* **PROBLEM**
Give an exact reproduction of the lines from the one with "The width and height of the screenshot is (803, 1651)." to the final line of the entries below, both ends included, and omit the pictures.

(Stored data entries)
[Start of Attachment]
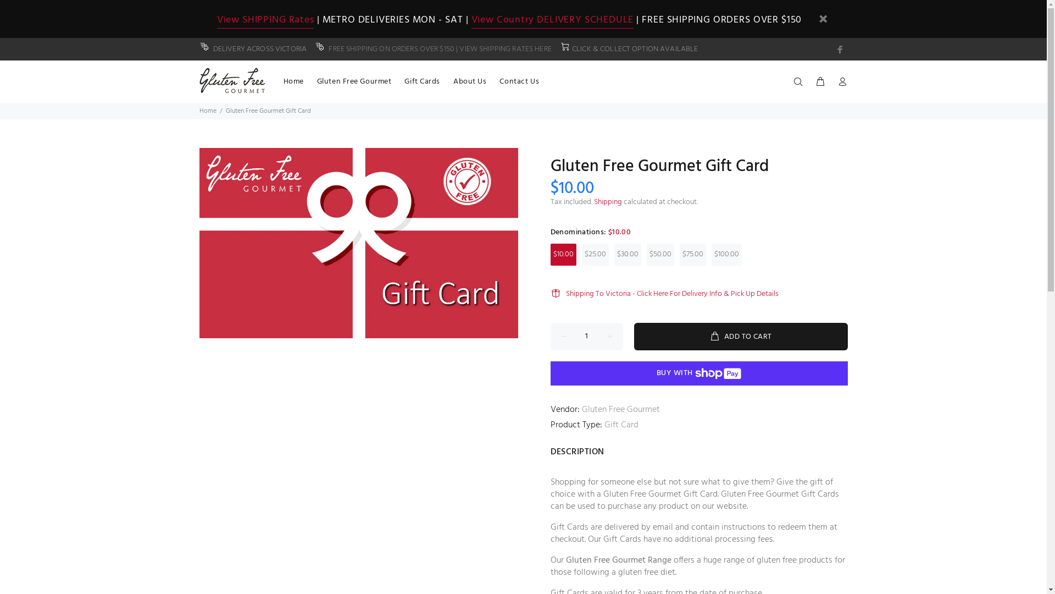 This screenshot has height=594, width=1055. Describe the element at coordinates (564, 254) in the screenshot. I see `$10.00` at that location.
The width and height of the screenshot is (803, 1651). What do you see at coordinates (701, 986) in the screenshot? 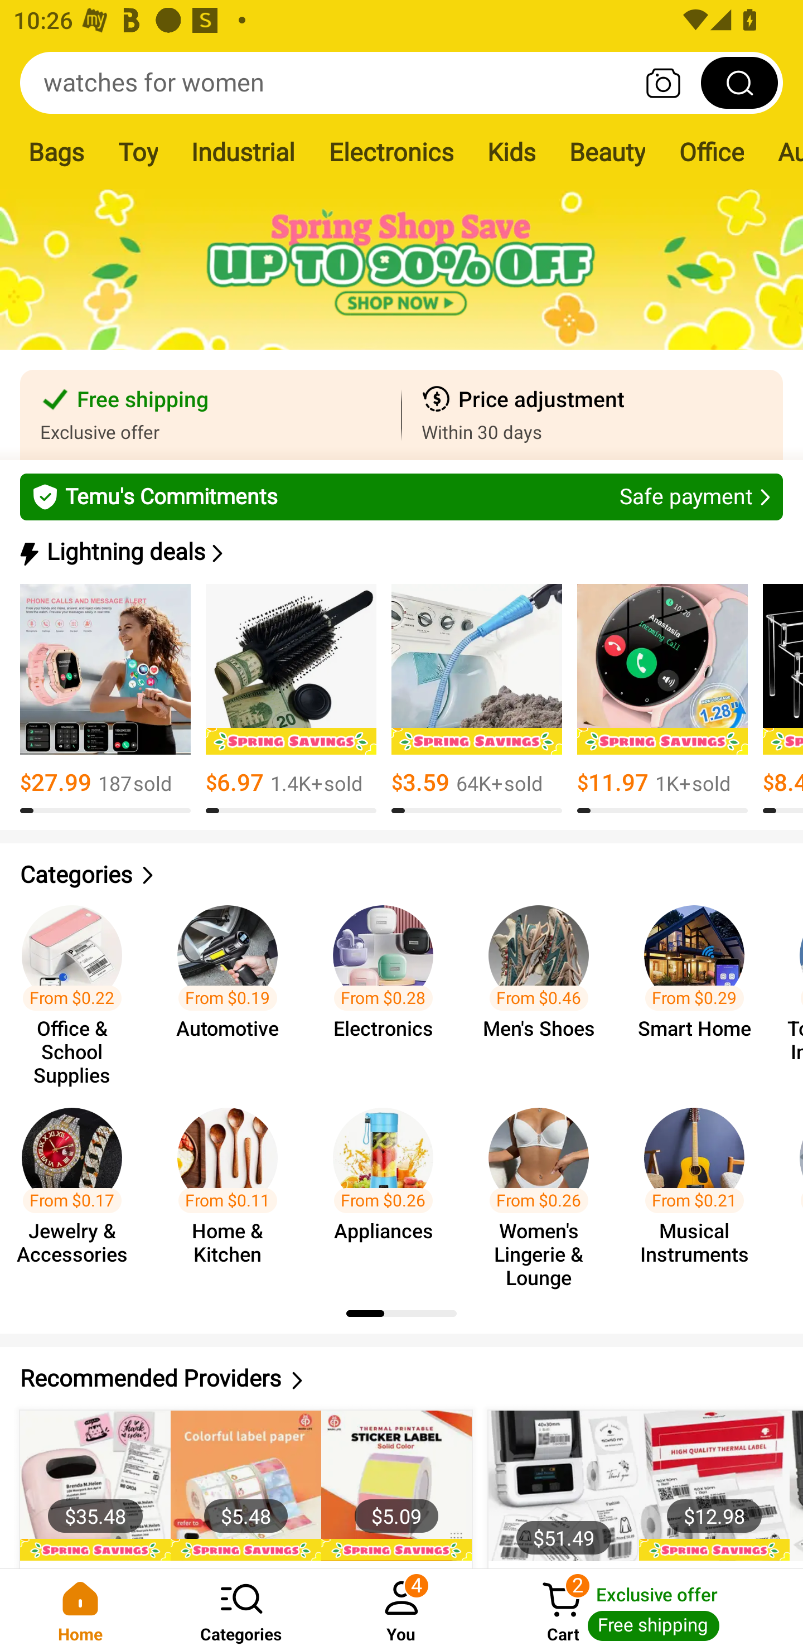
I see `From $0.29 Smart Home` at bounding box center [701, 986].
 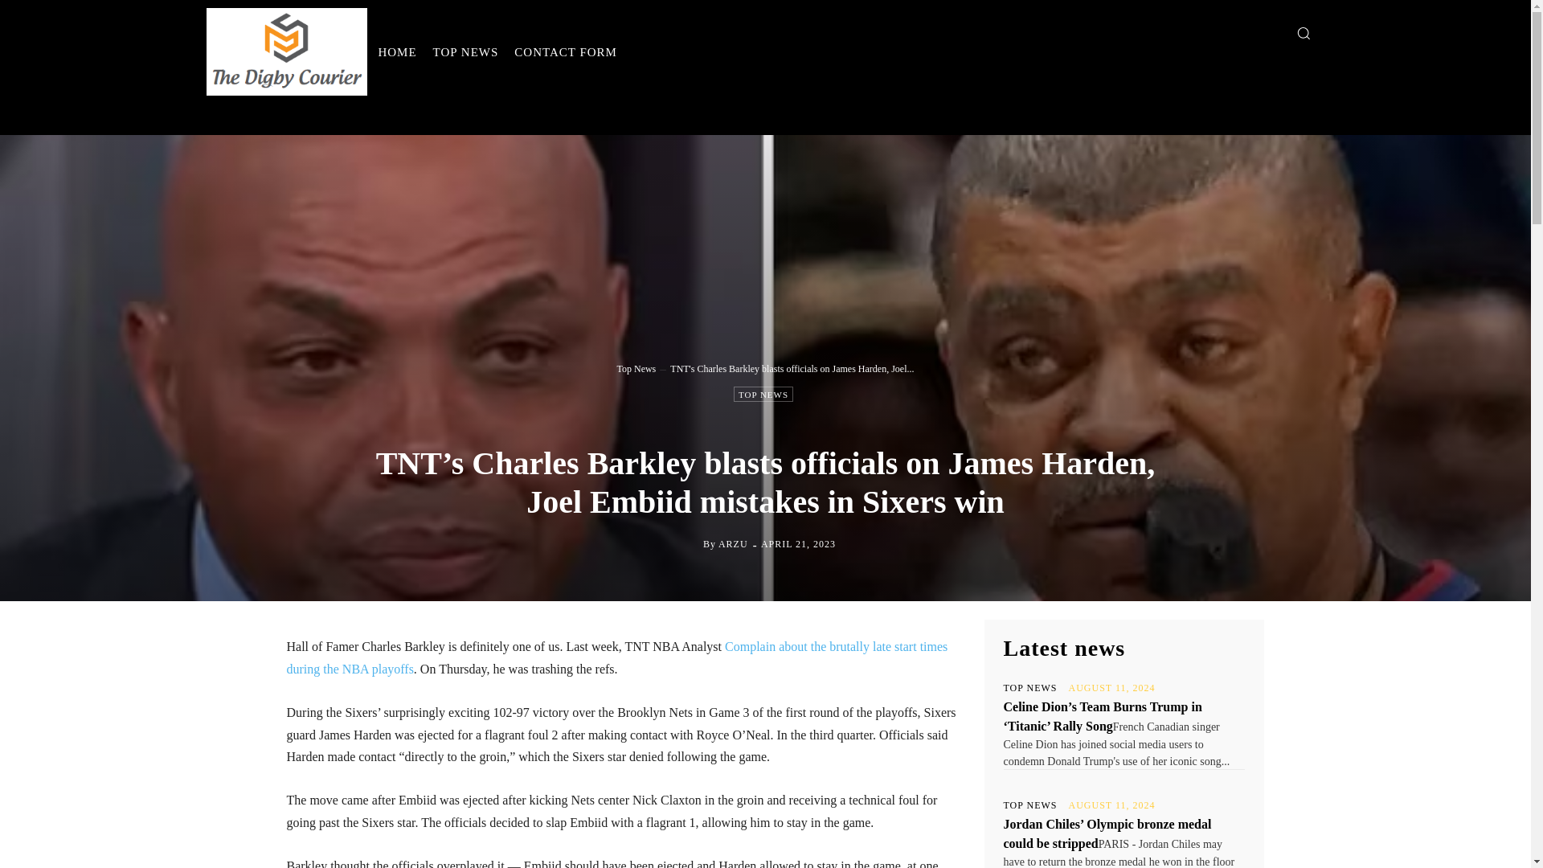 I want to click on TOP NEWS, so click(x=763, y=394).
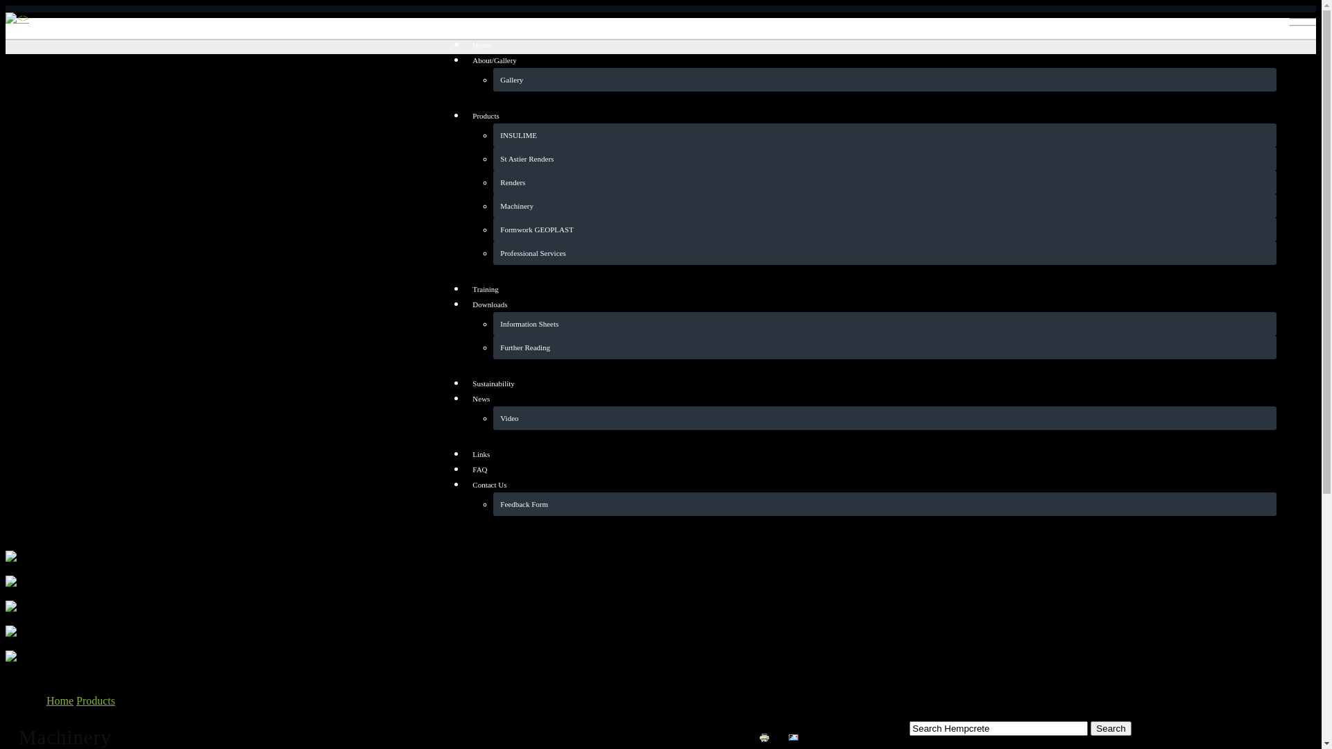 The width and height of the screenshot is (1332, 749). I want to click on News, so click(871, 399).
[End of Attachment]
* **WRITTEN RESPONSE**
The width and height of the screenshot is (803, 1651). What do you see at coordinates (701, 986) in the screenshot? 
I see `From $0.29 Smart Home` at bounding box center [701, 986].
  I want to click on TOP NEWS, so click(x=763, y=394).
 The width and height of the screenshot is (1332, 749). I want to click on News, so click(871, 399).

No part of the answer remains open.